Stories
Slash Boxes
Comments

SoylentNews is people

posted by janrinok on Sunday March 05, @07:33AM   Printer-friendly

China has a "stunning lead" over the US:

The Biden administration might be limiting China's ability to manufacture advanced chips, but according to an independent think tank, the Asian nation is still ahead of the US when it comes to research in 37 out of 44 crucial and emerging technologies, including AI, defense, and key quantum tech areas.

Insider reports that the Canberra-based Australian Strategic Policy Institute (ASPI) believes China has a "stunning lead" over the US when it comes to high-impact research across the majority of critical and emerging technology domains.

[...] The think tank notes that for some of these technologies, the ten leading research institutions are based in China and are collectively generating nine times more high-impact research papers than the second-ranked country, which is usually the US. What could be especially worrying for America is that two areas where China really excels are Defense and space-related technologies. ASPI writes that China's advancements in nuclear-capable hypersonic missiles took the US by surprise in 2021.

How is China so far ahead? Some of it is down to imported talent. The report notes that one-fifth of its high-impact papers are being authored by researchers with postgraduate training in a Five-Eyes country (Australia, Canada, New Zealand, the United Kingdom, and the United States). However, most of China's progress comes from deliberate design and long-term policy planning by President Xi Jinping and his predecessors.

The near-term effects of China's lead could see it gaining a stranglehold on the global supply of certain critical technologies, while the long-term impact could result in the authoritarian state gaining more global influence and power.


Original Submission

 
This discussion was created by janrinok (52) for logged-in users only, but now has been archived. No new comments can be posted.
Display Options Threshold/Breakthrough Mark All as Read Mark All as Unread
The Fine Print: The following comments are owned by whoever posted them. We are not responsible for them in any way.
  • (Score: 1, Disagree) by khallow on Sunday March 05, @11:30PM (4 children)

    by khallow (3766) Subscriber Badge on Sunday March 05, @11:30PM (#1294675) Journal

    Space-X has robots on Mars? Vehicles past the heliosphere still sending data? Two space-based telescopes, even the old one is mind-blowing? Granted, they did do better than the Space Shuttle with reusable equipment, but the shuttle was 40 years ago.

    One thing isn't like the rest. Lowering the cost of Earth to orbit is vastly more important than token missions in space. You can say that the Shuttle was 40 years ago, but NASA hasn't upgraded it since - it has turned out to be a deadend. SpaceX is a genuine game-changer.

    Starting Score:    1  point
    Moderation   0  
       Disagree=1, Total=1
    Extra 'Disagree' Modifier   0  

    Total Score:   1  
  • (Score: 3, Insightful) by PiMuNu on Monday March 06, @05:39PM (2 children)

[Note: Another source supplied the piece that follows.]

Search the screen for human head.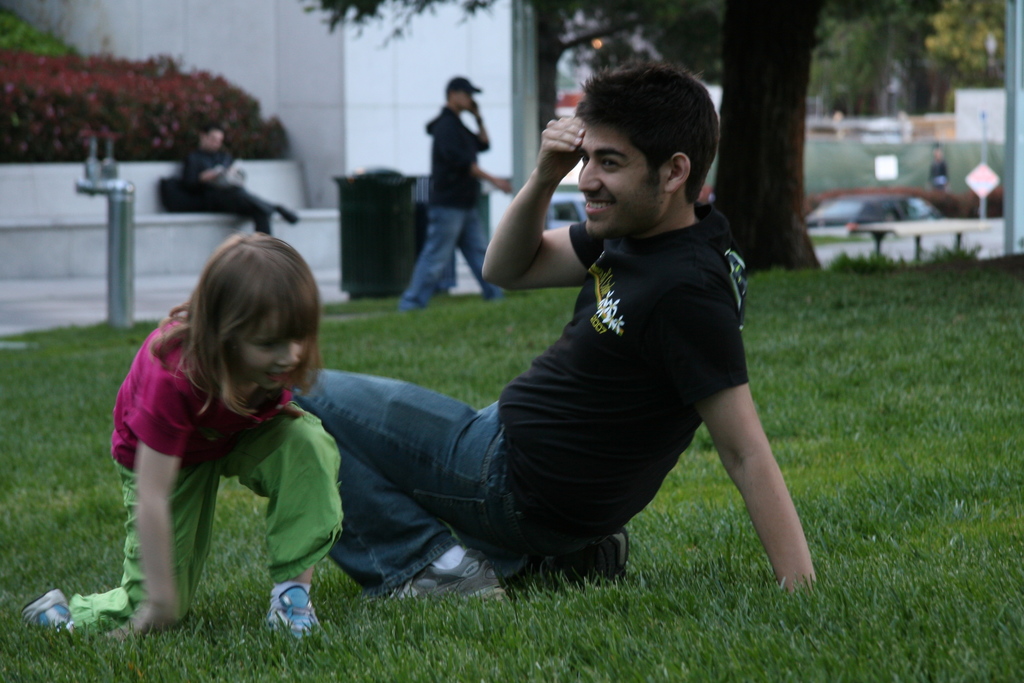
Found at pyautogui.locateOnScreen(177, 234, 313, 419).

    by PiMuNu (3823) on Monday March 06, @05:39PM (#1294790)

    > token missions in space

    That's a bit unfair. One might argue that developing new rockets is exactly *not* NASA's role. NASA's job is to do interesting things in space, rovers and space telescopes and what not. The rocket is an implementation detail.

    • (Score: 1) by khallow on Tuesday March 07, @12:17AM

      by khallow (3766) Subscriber Badge on Tuesday March 07, @12:17AM (#1294860) Journal

      One might argue that developing new rockets is exactly *not* NASA's role.

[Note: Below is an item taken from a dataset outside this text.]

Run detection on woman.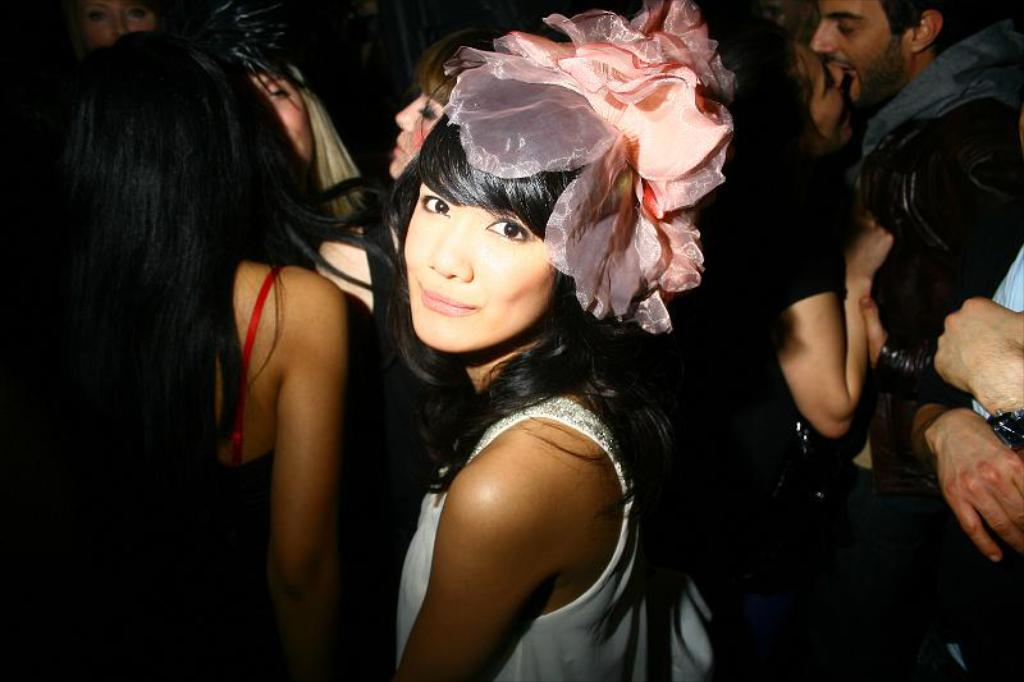
Result: left=307, top=31, right=500, bottom=329.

      Indeed, but they've spent $40-50 billion on it so far and it'll grow to over $90 billion, if they keep it up as planned. That's 3-4 full years of NASA funding on developing a new rocket that will suck the oxygen out of the room for their other projects even if it succeeds as planned. My take is that with a modest change [soylentnews.org] in the unmanned program (well, aside from just dropping SLS permanently), they can vastly increase the science output from their spacecraft that they're supposed to be deploying. The TL;DR is that instead of massive concentration on R&D for the next mission, they deploy a number of copies of the old mission first - say 5-10 of each spacecraft made.

    • (Score: 2) by Reziac on Tuesday March 07, @12:17AM

      by Reziac (2489) on Tuesday March 07, @12:17AM (#1294861) Homepage

      Perhaps rockets were more interesting to develop when they were tipped with warheads. /s

      --
      And there is no Alkibiades to come back and save us from ourselves.
  • (Score: 0) by Anonymous Coward on Saturday March 11, @08:36PM

    by Anonymous Coward on Saturday March 11, @08:36PM (#1295703)

    Let the for profit companies do the cheap stuff with good enough technology so they can pay their shareholders. Let NASA do the cutting edge dangerous and difficult stuff with public money as an investment in the future of the country.